Dartmouth Dialogue

The Dartmouth Conferences is the longest continuous bilateral dialogue between Russia and the United States

The meetings between the representatives of the two countries have been taking place since 1960. The first conference was held at Dartmouth College in the United States. The meetings were attended not by public officials but by scientists, bankers, entrepreneurs, and prominent public figures. The Dartmouth Dialogue had a significant impact on the relations between the two countries during the Cold War era. The format became a supplementary communications channel between Moscow and Washington as, due to the strained relations between the two countries at the time, the official channels were insufficient. On the U.S. side, the Dartmouth movement was joined by such powerful personalities as Norman Cousins and David Rockefeller; on the Soviet side, by such political giants as Georgy Arbatov and Yevgeny Primakov.

Yevgeny Primakov had this to say about the Dartmouth Conferences: "They took place regularly in order to discuss or bring closer together the two superpowers' positions on managing arms control, finding solutions to international conflicts, and creating conditions for economic cooperation."

On the Russian side, the key roles in organizing the conferences were played by two scientific institutions – the Institute of World Economy and International Relations and the Institute for U.S. and Canadian Studies. On the American side, the conferences were actively attended by political scientists, retired senior officials from the State Department and Presidential Administrations as well as active bankers and businessmen.

The Dartmouth Dialogue was revived in 2014 at the initiative of the United States. Vitaly Naumkin, the Director of the Institute of Oriental Studies of the Russian Academy of Sciences, and Yuri Shafranik (starting in 2015) became the Co-Chairs of the Russian delegation. Since 2014, the United States contingent has been led by the former U.S. Ambassador to Russia, James Collins.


THE TASK: Write the records out again exactly, leaving no images in.

ENTRIES SUPPLIED:
════
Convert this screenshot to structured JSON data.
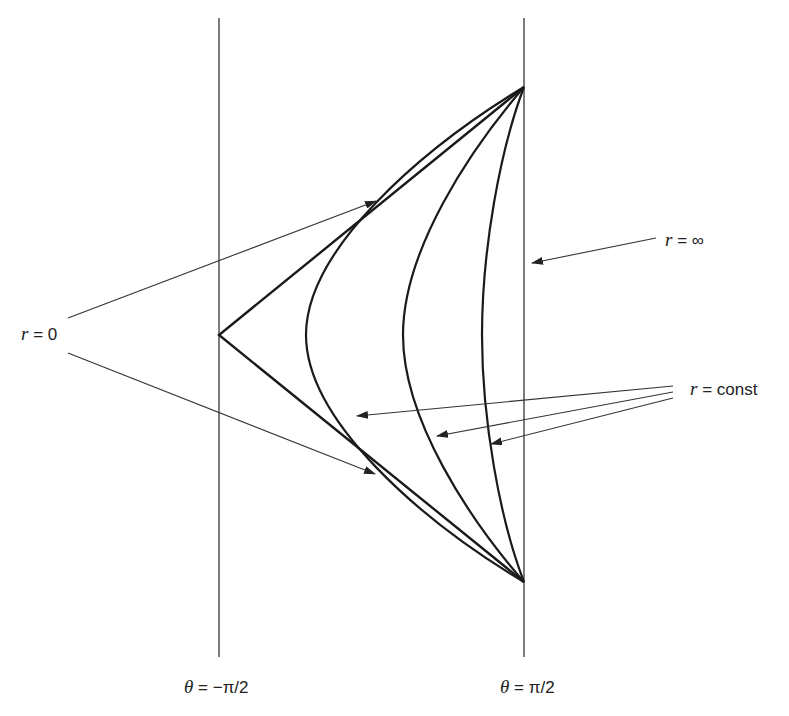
{
  "diagram": {
    "colors": {
      "ink": "#1a1a1a",
      "boundary": "#333333",
      "arrow": "#333333",
      "background": "#ffffff"
    },
    "labels": {
      "r_zero": {
        "var": "r",
        "rest": " = 0"
      },
      "r_infinity": {
        "var": "r",
        "rest": " = ∞"
      },
      "r_const": {
        "var": "r",
        "rest": " = const"
      },
      "theta_left": {
        "var": "θ",
        "rest": " = −π/2"
      },
      "theta_right": {
        "var": "θ",
        "rest": " = π/2"
      }
    },
    "boundaries": [
      {
        "name": "theta-minus-pi-over-2",
        "x": 219,
        "y1": 18,
        "y2": 657
      },
      {
        "name": "theta-pi-over-2",
        "x": 524,
        "y1": 18,
        "y2": 657
      }
    ],
    "vertices": {
      "top": [
        524,
        87
      ],
      "bottom": [
        524,
        582
      ],
      "left": [
        219,
        335
      ]
    },
    "curves": [
      {
        "name": "r-zero-wedge",
        "tip_x": 219
      },
      {
        "name": "r-const-1",
        "tip_x": 306
      },
      {
        "name": "r-const-2",
        "tip_x": 403
      },
      {
        "name": "r-const-3",
        "tip_x": 482
      }
    ]
  }
}
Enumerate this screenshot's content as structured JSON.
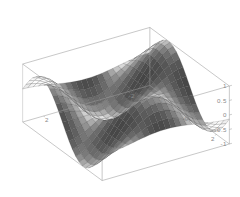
════
EXERCISE ANSWER:
Convert this screenshot to structured JSON data.
{
  "diagram": {
    "colors": {
      "ink": "#1a1a1a",
      "boundary": "#333333",
      "arrow": "#333333",
      "background": "#ffffff"
    },
    "labels": {
      "r_zero": {
        "var": "r",
        "rest": " = 0"
      },
      "r_infinity": {
        "var": "r",
        "rest": " = ∞"
      },
      "r_const": {
        "var": "r",
        "rest": " = const"
      },
      "theta_left": {
        "var": "θ",
        "rest": " = −π/2"
      },
      "theta_right": {
        "var": "θ",
        "rest": " = π/2"
      }
    },
    "boundaries": [
      {
        "name": "theta-minus-pi-over-2",
        "x": 219,
        "y1": 18,
        "y2": 657
      },
      {
        "name": "theta-pi-over-2",
        "x": 524,
        "y1": 18,
        "y2": 657
      }
    ],
    "vertices": {
      "top": [
        524,
        87
      ],
      "bottom": [
        524,
        582
      ],
      "left": [
        219,
        335
      ]
    },
    "curves": [
      {
        "name": "r-zero-wedge",
        "tip_x": 219
      },
      {
        "name": "r-const-1",
        "tip_x": 306
      },
      {
        "name": "r-const-2",
        "tip_x": 403
      },
      {
        "name": "r-const-3",
        "tip_x": 482
      }
    ]
  }
}
Enumerate this screenshot's content as structured JSON.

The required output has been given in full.